I’m not sure if this fits in Rails’ core but since I spent sometime trying to solve a problem and couldn’t find any solution, I decided to share this method I’ve created to extend ActiveRecord::Relation.
Here’s a Gist of it: Adds time zone aware data grouping method to ActiveRecord. If you want to group a large set of database rows by date using a timestamp as reference, the optimal way is to do it right in the database. When doing it though there are some issues with time zones that #group_date solves. For example, if a UTC timestamp is set to 2013-12-01 01:00 and you're in Brazil (= 2013-11-30 22:00) you'd want date() to return 2013-11-30 but database will actually return 2013-12-01 as it doesn't know anything about time zones. · GitHub
The problem is that when we try grouping timestamps by date, SQL returns unexpected results as it’s not aware of time zones.
Rails though is aware of them so I believe it should be used to handle this issue properly.
By using #group_date one can get any set of records grouped by date from a timestamp column.
This is very common to generate statistics.
What do you guys think of it?
Have you ever stumbled on a similar problem?
How have you dealt with it?
I have run into that problem multiple times, and I have used this gem to deal with it: GitHub - ankane/groupdate: The simplest way to group temporal data
It only supports MySQL and PostgreSQL, so a solution that works across different databases would be welcome, in my view.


#### [Your assignment]
Below are records to write out exactly; drop the pictures when you do.

Dataset rows describing interfaces:
.....
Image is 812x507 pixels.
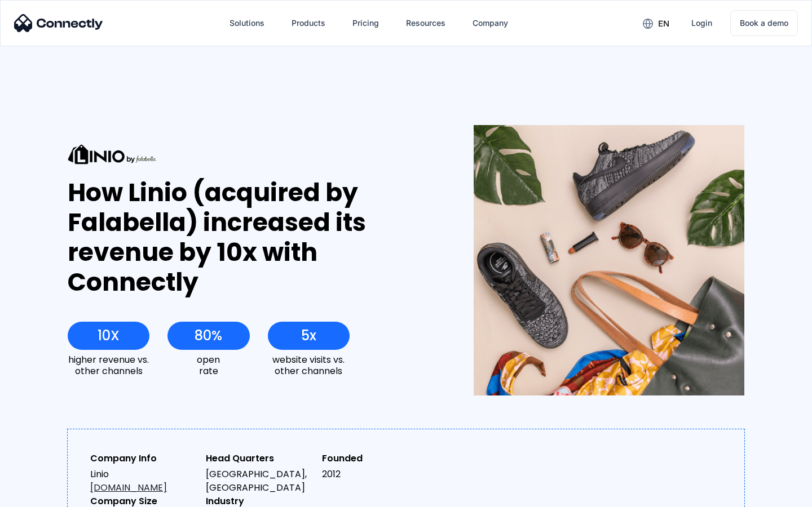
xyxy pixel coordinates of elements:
div: Products [282,10,334,36]
div: Company [472,15,508,31]
div: Products [291,15,325,31]
ul: Language list [23,488,67,503]
div: higher revenue vs. other channels [67,355,149,376]
div: Solutions [220,10,273,36]
div: Login [691,15,712,31]
a: Pricing [343,10,388,36]
div: open rate [167,355,249,376]
div: Company [463,10,517,36]
div: 2012 [322,468,429,482]
div: Resources [397,10,454,36]
div: Head Quarters [206,452,312,466]
div: Linio [90,468,197,495]
div: Founded [322,452,429,466]
a: [DOMAIN_NAME] [90,482,167,494]
div: Company Info [90,452,197,466]
div: [GEOGRAPHIC_DATA], [GEOGRAPHIC_DATA] [206,468,312,495]
div: website visits vs. other channels [268,355,350,376]
div: 5x [301,328,316,344]
a: Book a demo [730,10,797,36]
div: How Linio (acquired by Falabella) increased its revenue by 10x with Connectly [67,178,432,297]
div: 80% [195,328,222,344]
aside: Language selected: English [11,488,67,503]
a: Login [682,10,721,36]
div: en [658,15,669,32]
div: 10X [97,328,119,344]
div: Resources [406,15,445,31]
img: Connectly Logo [14,14,103,32]
div: Pricing [352,15,379,31]
div: Solutions [229,15,264,31]
div: en [634,15,677,32]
.....
#### [Output below]
Image is 812x507 pixels.
xyxy pixel coordinates of elements:
div: Products [282,10,334,36]
div: Company [472,15,508,31]
div: Products [291,15,325,31]
ul: Language list [23,488,67,503]
div: higher revenue vs. other channels [67,355,149,376]
div: Solutions [220,10,273,36]
div: Login [691,15,712,31]
a: Pricing [343,10,388,36]
div: open rate [167,355,249,376]
div: Company [463,10,517,36]
div: 2012 [322,468,429,482]
div: Resources [397,10,454,36]
div: Head Quarters [206,452,312,466]
div: Linio [90,468,197,495]
div: Founded [322,452,429,466]
a: [DOMAIN_NAME] [90,482,167,494]
div: Company Info [90,452,197,466]
div: [GEOGRAPHIC_DATA], [GEOGRAPHIC_DATA] [206,468,312,495]
div: website visits vs. other channels [268,355,350,376]
div: 5x [301,328,316,344]
a: Book a demo [730,10,797,36]
div: How Linio (acquired by Falabella) increased its revenue by 10x with Connectly [67,178,432,297]
div: 80% [195,328,222,344]
aside: Language selected: English [11,488,67,503]
a: Login [682,10,721,36]
div: en [658,15,669,32]
div: 10X [97,328,119,344]
div: Resources [406,15,445,31]
img: Connectly Logo [14,14,103,32]
div: Pricing [352,15,379,31]
div: Solutions [229,15,264,31]
div: en [634,15,677,32]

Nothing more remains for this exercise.